Shredding and ripping, you can hear hip-hop fighting for its soul. One second, Cardi B is campaigning for Bernie Sanders and his platform of employee ownership; the next, she’s rapping, “I’m a boss, you a worker, bitch,” as she films McDonald’s ads and invests in landlording. On one song, an artist like Nas will spit, “Really what’s in my mind is organizing a billion Black motherfuckers/To take over JP Morgan and Goldman and Sachs/And teach the world facts and give Saudi they oil back”; on the next, he is droning on about how he’s grown wealthy “from money off tech” and lives life “one IPO to the next.”
Much like these divided artists, hip-hop is tugged between the people and the plutocracy. The plutocrats’ agenda is clear. They intend to keep turning acid raps into saccharine pitches for Kit Kats, to continue producing what Big KRIT lambasted as “commercialized sing-alongs,” which “celebrate the very shit that slows us down and probably kill [us].” Yet despite the countless billions spent on corralling artists into defending an economy they’ve long denounced, the war for Black music is not yet lost.

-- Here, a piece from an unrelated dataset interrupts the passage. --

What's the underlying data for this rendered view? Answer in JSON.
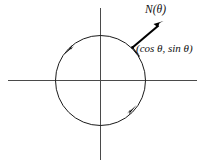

Even with all its foibles, hip hop still offers (from time to time) perhaps the most radical mass media labor critique—a structural critique not just asking for better jobs with fewer hours and more pay but questioning the construct of a job in the first place. It’s one of the few pop-culture mediums making the case that workers should be free of owners altogether, that laborers themselves should own the fruits of their labor and direct their actions and their economic lives.
In our post-Occupy, post-Bernie era, as leftists grasp and fail to find ways to connect with the Black masses, hip-hop still offers a means, language, and aesthetic to voice the populist fury of America’s long-languishing Black working class. Yet, if the genre is to achieve its potential, if it is to become the gadfly that it can be, we must call it what it is right now—corrupt. If we do not, if we continue to pretend that it is something else, we will be trapped in the bars that rappers spit at us, trapped by capitalist anthems that make us sway and twerk to the beat, as we dance on our own graves.




Love this! You write like an MC. I also wonder who is attracted to hip hop as an art form or career path and why? I feel like it's people swayed by capitalism or patriarchy more so than seeing the potential of the art form to say "fuck the police." Or of course, those are probably the only rappers getting signed and paid. I'm sure there are plenty of exceptions.
Aaron, no pressure, but when we getting the public reading?! Love the musicallity of the words on this joint. Solid work!